Literature DB >> 30648468

Seeing power with a flashlight: DIY thermal sensing technology in the classroom.

Catherine Kenny1, Max Liboiron2, Sara Ann Wylie3.   

Abstract

This paper contributes to the growing literature on 'making and doing' in Science and Technology Studies (STS) by describing and theorizing the teaching of making and doing. We describe a collaborative do-it-yourself (DIY) technology project taught simultaneously in Canada and the United States, in sociology and public health, to undergraduates with no prior electronics experience. Students built thermal flashlights - low cost digital tools for making thermal images - and employed them to research their surrounding environments. By making and using the thermal flashlights, learners investigated power in two senses: identifying social power relationships embedded within normally unquestioned infrastructures, and exploring these infrastructures' connection to industrial forms of power, such as heat and electricity. Students and instructors came to understand how the control of power, light and temperature is vital to human-made infrastructure and environmental health threats that characterize the 21st century. Through this project, students went from being passive consumers of such power to become active investigators of their socio-technical systems by producing unique knowledge that enabled them to imagine how they might make and inhabit their environments differently. Breaking down the distinction between teaching and research, this article explores the promise of 'making and doing' in university courses to create new collaborative research platforms that could spread laterally and scale to transform social and technical infrastructures.

Entities:  

Keywords:  DIY technology; design; electricity; making and doing; pedagogy; power

Mesh:

Year:  2019        PMID: 30648468     DOI: 10.1177/0306312718823282

Source DB:  PubMed          Journal:  Soc Stud Sci        ISSN: 0306-3127            Impact factor:   3.885


  3 in total

1.  Photopaper as a Tool for Community-Level Monitoring of Industrially Produced Hydrogen Sulfide and Corrosion.

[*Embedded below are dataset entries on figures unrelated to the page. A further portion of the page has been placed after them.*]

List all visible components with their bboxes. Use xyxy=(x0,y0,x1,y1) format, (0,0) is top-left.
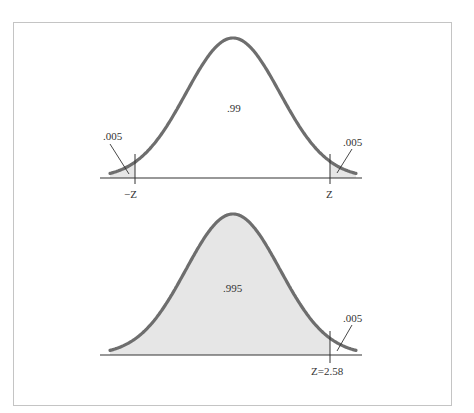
panel-two-tailed: .99 .005 .005 −Z Z xyxy=(100,38,363,200)
right-tail-label: .005 xyxy=(343,312,363,324)
panel-one-tailed: .995 .005 Z=2.58 xyxy=(100,214,363,377)
center-area-label: .99 xyxy=(227,102,241,114)
right-tail-label: .005 xyxy=(343,136,363,148)
normal-distribution-figure: .99 .005 .005 −Z Z .995 .005 Z=2.58 xyxy=(0,0,474,413)
left-tail-label: .005 xyxy=(103,130,123,142)
center-area-label: .995 xyxy=(223,282,243,294)
left-critical-label: −Z xyxy=(124,188,137,200)
right-critical-label: Z xyxy=(326,188,333,200)
right-critical-label: Z=2.58 xyxy=(311,365,344,377)
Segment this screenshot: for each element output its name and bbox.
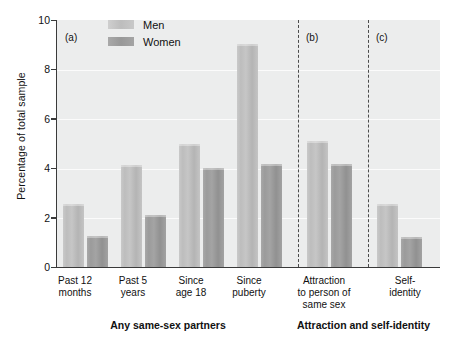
- panel-divider-c: [368, 20, 369, 267]
- y-tick-label-8: 8: [4, 64, 50, 75]
- bar-women-attraction: [331, 164, 352, 267]
- y-axis-title: Percentage of total sample: [15, 21, 27, 251]
- bar-men-attraction: [307, 141, 328, 268]
- bar-women-past-12-months: [87, 236, 108, 267]
- bar-men-past-12-months: [63, 204, 84, 267]
- legend: Men Women: [108, 16, 181, 50]
- panel-letter-b: (b): [306, 32, 318, 43]
- bar-women-since-age-18: [203, 168, 224, 267]
- legend-swatch-women-icon: [108, 37, 134, 46]
- x-label-attraction: Attraction to person of same sex: [281, 275, 367, 311]
- legend-item-women: Women: [108, 33, 181, 50]
- legend-label-women: Women: [143, 36, 181, 48]
- legend-label-men: Men: [143, 19, 164, 31]
- panel-letter-c: (c): [376, 32, 388, 43]
- y-tick-label-2: 2: [4, 213, 50, 224]
- x-label-line2: puberty: [214, 287, 284, 299]
- y-tick-label-10: 10: [4, 15, 50, 26]
- chart-figure: 10 8 6 4 2 0 Percentage of total sample: [0, 0, 451, 338]
- bar-men-self-identity: [377, 204, 398, 267]
- y-tick-label-4: 4: [4, 163, 50, 174]
- panel-divider-b: [298, 20, 299, 267]
- group-title-right: Attraction and self-identity: [276, 319, 451, 331]
- plot-area: (a) (b) (c): [56, 20, 440, 268]
- bar-women-self-identity: [401, 237, 422, 267]
- bar-men-since-age-18: [179, 144, 200, 267]
- x-label-since-puberty: Since puberty: [214, 275, 284, 299]
- group-title-left: Any same-sex partners: [46, 319, 290, 331]
- y-tick-label-0: 0: [4, 262, 50, 273]
- legend-item-men: Men: [108, 16, 181, 33]
- bar-women-past-5-years: [145, 215, 166, 267]
- x-label-line3: same sex: [281, 299, 367, 311]
- x-label-line2: identity: [370, 287, 440, 299]
- bar-men-past-5-years: [121, 165, 142, 267]
- x-label-line2: to person of: [281, 287, 367, 299]
- x-label-line1: Self-: [370, 275, 440, 287]
- legend-swatch-men-icon: [108, 20, 134, 29]
- bar-women-since-puberty: [261, 164, 282, 267]
- x-label-self-identity: Self- identity: [370, 275, 440, 299]
- panel-letter-a: (a): [65, 32, 77, 43]
- y-tick-label-6: 6: [4, 114, 50, 125]
- bar-men-since-puberty: [237, 44, 258, 267]
- x-label-line1: Attraction: [281, 275, 367, 287]
- x-label-line1: Since: [214, 275, 284, 287]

Authors:  Lourdes Vera; Garance Malivel; Drew Michanowicz; Choong-Min Kang; Sara Wylie
Journal:  Atmos Environ X       Date:  2019-09-30

2.  Learning in Crisis: Training students to monitor and address irresponsible knowledge construction by U.S. federal agencies under Trump.

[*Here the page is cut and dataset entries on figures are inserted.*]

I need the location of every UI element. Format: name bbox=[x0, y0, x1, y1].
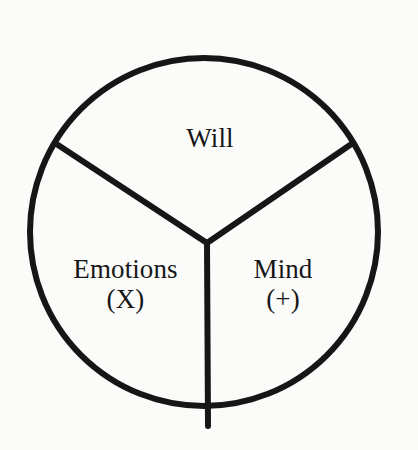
tripartite-circle-svg bbox=[0, 0, 418, 450]
outer-circle bbox=[30, 58, 378, 406]
segment-symbol-mind: (+) bbox=[222, 285, 344, 314]
segment-label-mind-text: Mind bbox=[222, 255, 344, 284]
segment-label-will: Will bbox=[130, 124, 290, 153]
segment-label-emotions: Emotions (X) bbox=[48, 255, 203, 313]
diagram-canvas: Will Emotions (X) Mind (+) bbox=[0, 0, 418, 450]
segment-label-emotions-text: Emotions bbox=[48, 255, 203, 284]
segment-label-mind: Mind (+) bbox=[222, 255, 344, 313]
segment-symbol-emotions: (X) bbox=[48, 285, 203, 314]
divider-spoke-bottom bbox=[207, 243, 208, 426]
segment-label-will-text: Will bbox=[130, 124, 290, 153]
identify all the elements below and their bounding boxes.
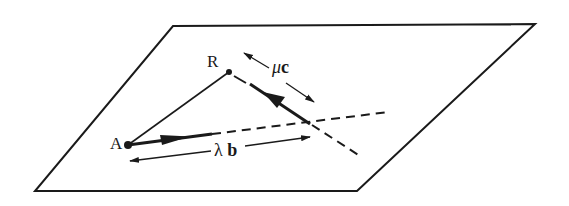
vector-c-shaft [250, 84, 310, 124]
mu-c-label: μc [272, 57, 289, 78]
lambda-b-label: λ b [214, 140, 237, 161]
dashed-line-b [212, 112, 388, 134]
point-a-label: A [110, 134, 122, 154]
vector-plane-diagram: A R μc λ b [0, 0, 569, 206]
vector-b-arrowhead [160, 135, 190, 145]
lambda-symbol: λ [214, 140, 223, 160]
lambda-b-arrow-left [130, 151, 211, 161]
point-r-dot [226, 69, 232, 75]
b-vector-symbol: b [227, 140, 237, 160]
lambda-b-arrow-right [245, 137, 310, 146]
point-r-label: R [207, 52, 218, 72]
dashed-line-c-upper [234, 76, 246, 83]
mu-c-arrow-upper [244, 53, 269, 68]
dashed-line-c-lower [312, 125, 360, 156]
point-a-dot [124, 141, 132, 149]
mu-symbol: μ [272, 57, 281, 77]
mu-c-arrow-lower [286, 83, 314, 102]
c-vector-symbol: c [281, 57, 289, 77]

Authors:  Chris Tirrell; Laura Senier; Sara Ann Wylie; Cole Alder; Grace Poudrier; Jesse DiValli; Marcy Beck; Eric Nost; Rob Brackett; Gretchen Gehrke
Journal:  Engag Sci Technol Soc       Date:  2020-01-08

3.  An Open-Source, Durable, and Low-Cost Alternative to Commercially Available Soil Temperature Data Loggers.

Authors:  Salvatore R Curasi; Ian Klupar; Michael M Loranty; Adrian V Rocha
Journal:  Sensors (Basel)       Date:  2021-12-27       Impact factor: 3.576

  3 in total

北京卡尤迪生物科技股份有限公司 © 2022-2023.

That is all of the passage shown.